ECHO – Amit Pinchevski. Cambridge, MA: MIT Press, 2023


By Mark Peter Wright


Full disclosure: I love echoes. Like many soundies, I will come to a sudden halt under a bridge to listen to the space. I will sit for an extended period of time to hear the cacophony of construction work as it bounces back from walls. I will tap and knock materials in space to audition and resound that space and my relation to it. Echoes are invitations to hear beyond the singular, to orientate our relationship to place, and to appreciate that time and space are haunted by the past and possible future.

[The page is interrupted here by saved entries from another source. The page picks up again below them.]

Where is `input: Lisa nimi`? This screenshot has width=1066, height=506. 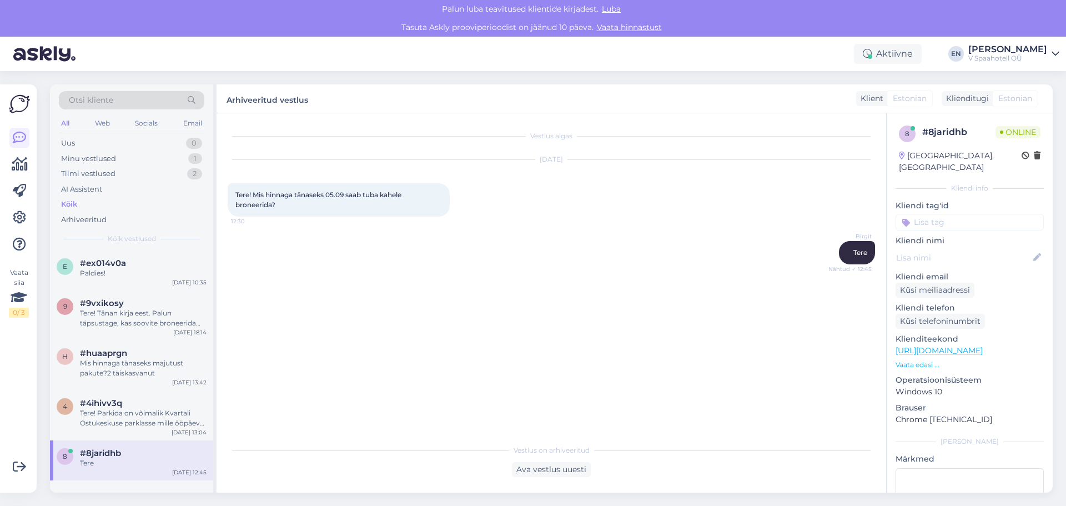 input: Lisa nimi is located at coordinates (963, 258).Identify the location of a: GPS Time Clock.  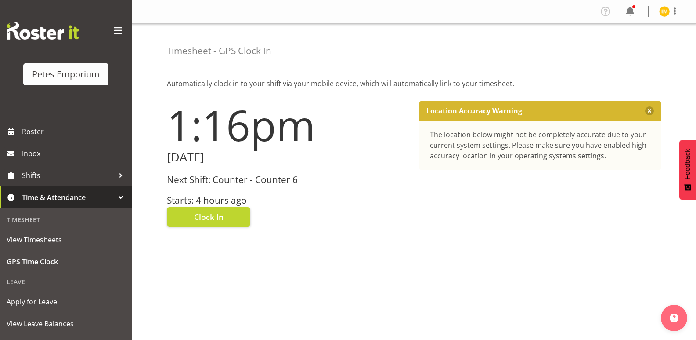
(66, 261).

Amit Pinchevski’s latest book, ECHO (MIT Press, 2023), examines echo and echoing, across historic and contemporary literature, culture and myth, philosophy, technology, and social media. Nested throughout is a sustained argument that echo is more than repetition; it is an agential medium that can blur divisions of nature and culture. Early in the book, Pinchevski offers a definition: “echo is response plus repetition, but the response is invariably delayed and the repetition is often partial or varied. Not all responses are repetitions, and not all repetitions are responses” (p.9). Pinchevski stresses how an echo is different to terms such as “reflection”, “reverberation”, and “resonance” through a media philosophical enquiry that argues echo as an intermediary event which crosses back and forth between the human and nonhuman, public and private, inhabitant and environment: “it is by virtue of its intermediary position – being in and of the middle – that echo can act as a medium, that is connecting heterogeneous domains.” (p.53).

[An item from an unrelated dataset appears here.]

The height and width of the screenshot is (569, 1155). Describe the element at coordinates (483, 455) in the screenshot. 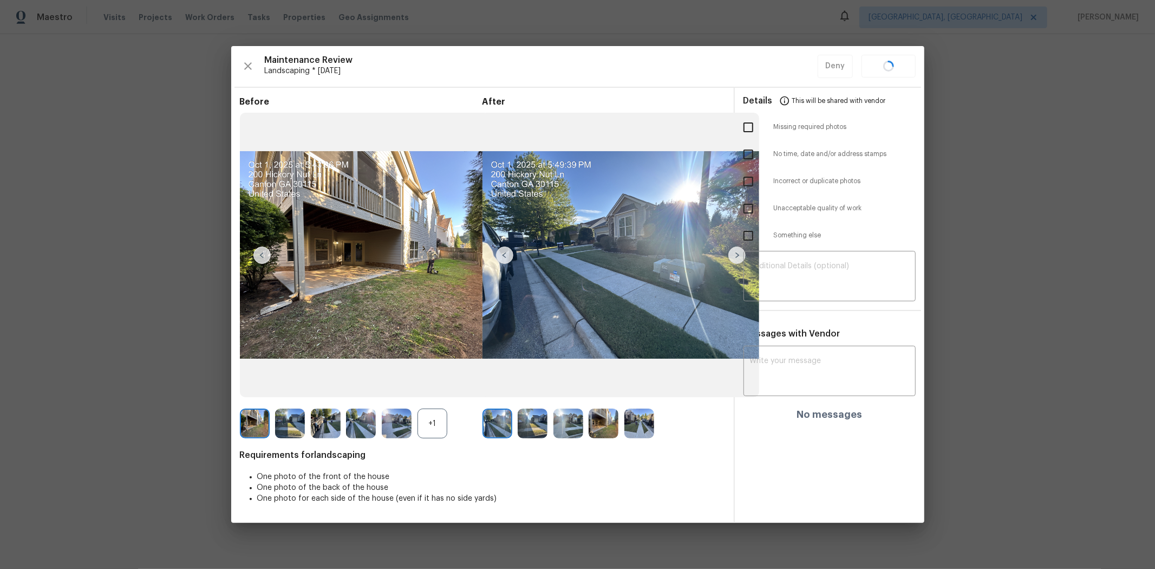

ECHO is part of the Essential Knowledge Series from MIT Press, where authors dive deep into one specific topic. It is the perfect format for Pinchevski’s echoing thoughts. Over eight brisk chapters of this pocket-sized book you will encounter a wide range of contexts, including literature and myth (Echo and Narcissus), physics and acoustics, etymology, animals and media among others.


The book sits within the field of sound studies by way of its interrogation of a sonic phenomenon and its connection to culture. It contributes to a web of literature exploring the echo, such as Annie Goh’s feminist and decolonial reading via archaeoacoustics (2017) and Louis Chude-Sokei’s examination of echo and dub via music, diaspora and technology (2018). Pinchevski stays within sound studies and does not veer into practice. If, like me, you appreciate practice-based artworks to think-with, I would recommend Davide Tidoni’s balloon-bursting spatial praxis as the perfect companion.


Chapter 6, “Echo Techniques” is as close as we get to practice via a methodological exposé of echolocation in bats and sonar. Perhaps one of the book’s most compelling sections is Pinchevski’s examination of “echo rhetoric” and “echo chambers”. He begins with Dr Martin Luther King’s famous speech I Have a Dream (1963), breaking down the rhetorical device of echo via the phrase “free at last, free at last, thank God almighty, we are free at last.” To effectively use repetition as a method for echoing, Pinchevski reminds us that, in speech, there is a fine balance between too little and too much. Echoing, as a device, can “signal importance and recognition, but should be exercised with caution” (p.86).


Too much echoing, and emotional, intellectual, and political meaning evacuate the room. We are left with “echo chambers”, a catch-all phrase used to imply inertia and circular speech acts devoid of real-world application. For Pinchevski, social media is an echo-site of study. In a world of hashtags and retweets, the veracity of a message is perhaps more at stake than ever. When fake news echoes, how do we remain tethered to a sense of truth without succumbing to the power of one knowledge-maker? Pinchevski states: “while ostensibly repeating the same thing, echoing actually brings out the changing conditions of uttering and in doing so, makes the original message susceptible to new meanings” (p.101).


There is an ethics to echo and echoing. Further to initiating a relationship and response, echo brings a certain responsibility to the source, or perhaps more accurately, the memory of an echo. The challenge, therefore, is how one hears echoes in relationality rather than detached objects in and of themselves. Hence, the book prompted me to consider academic citation as a practice of echoing: a generous ripple that works toward collaboration rather than single origin points. To my mind, citation echoing might be something like what Katherine Mckittrick achieves in her incredible book Dear Science and Other Stories (2021).


For such a compact book, ECHO offers a long read. It is bursting with ideas and references for sound studies scholars with a particular interest in literary studies as well as media and biology scholarship. Pinchevski iterates his thinking over a huge terrain, which at times can feel exhausting, but one can always pause and delve back in again; such is the nature of a pocketbook. Or perhaps one can practice-with the book by taking it outdoors to read aloud under bridges and archways.